For the next eighteen months, Florita and Siragusa labored, fruitlessly, to trap Luciano. “They pulled a lotta stupid things. One time, there was a countess in Naples whose husband had a good title, only he didn’t have no money to go with it. She was really good-lookin’. It was durin’ the time of the Callace mess and Igea and I had a fight about me gettin’ out of the rackets and I felt rotten about it because it’s the first time we ever had an argument. I left the hotel and I’m walkin’ over toward the piazza when
a fella walks alongside me and hands me a note and then runs like hell. It’s in a lady’s handwritin’ and it was signed by this contessa. She invited me over to the Hotel Londres to have an aperitif with her. I walk into this little bar and she’s sittin’ there waitin’ for me.
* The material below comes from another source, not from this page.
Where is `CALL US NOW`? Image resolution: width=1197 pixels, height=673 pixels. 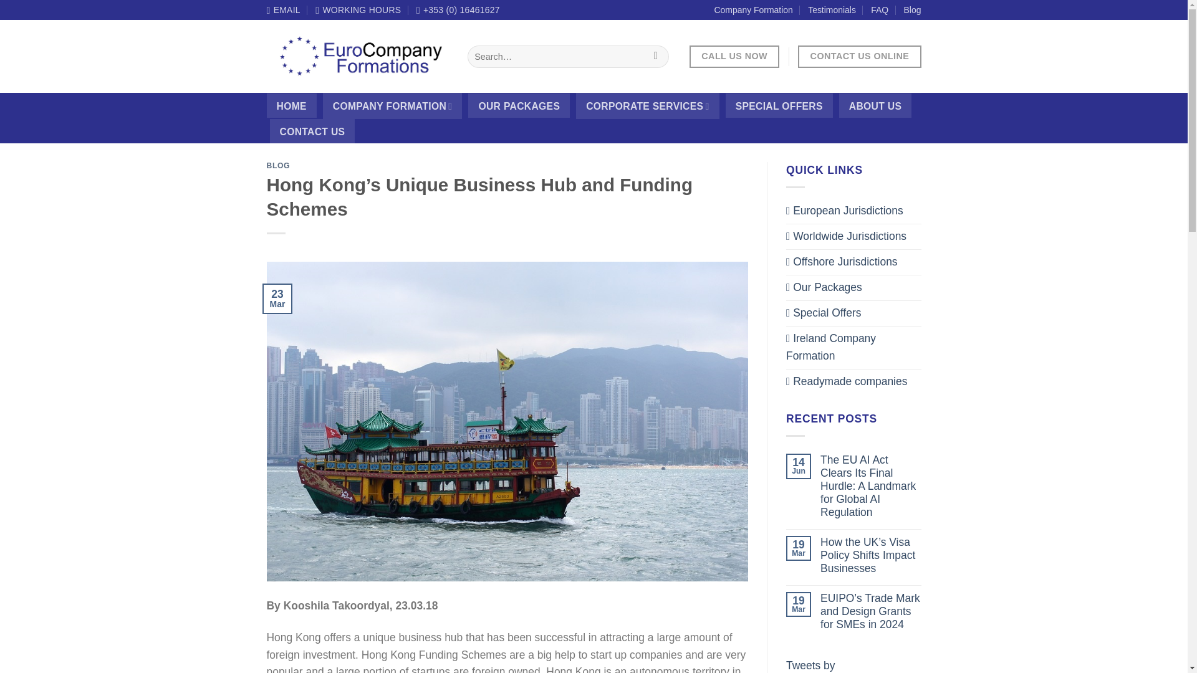 CALL US NOW is located at coordinates (734, 57).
Right away, I figure this has to be a plant, but I don’t say nothin’ and I wait for her to make the move. In a couple minutes, after we do a little chitchat, she comes up with the proposition. She says that everybody in Naples knows I’m the head of the black market and she’s been runnin’ money and cigarettes, helpin’ certain guys, back and forth between Naples and Tangier. She says there ain’t enough dough in this and she’s gotta make more money.

“Then she comes out with it. She says she’s willin’ to take some risks if I could use her services. When she says the word ‘services,’ I know she means I can take her right upstairs and lay her as a kind of goodwill down payment. I don’t bat an eye and finally I says to her, very polite, ‘Contessa, I’ve been lookin’ at you from far away with the greatest desire. I can’t hold back no more.’ She practically pulls me to my feet and drags me over to the elevator and we wind up in a nice room overlookin’ the piazza. As soon as I lock the door, I turn to her, grab her dress by the neck and tear it right off.

“And then I clipped her right on the jaw and knocked her across the bed. Her eyes almost popped. I was so mad I could’ve torn her apart. She was practically naked, but it didn’t mean a thing to me. I said to her, ‘I got a girl who’s worth a thousand of you. I wouldn’t touch you with Florita’s prick. Tell me why you’re tryin’ to set me up.’ Well, I finally convinced her to tell me the truth. She said that Florita and Siragusa give her the money to stage this little play and she was supposed to let me carry some junk for her.”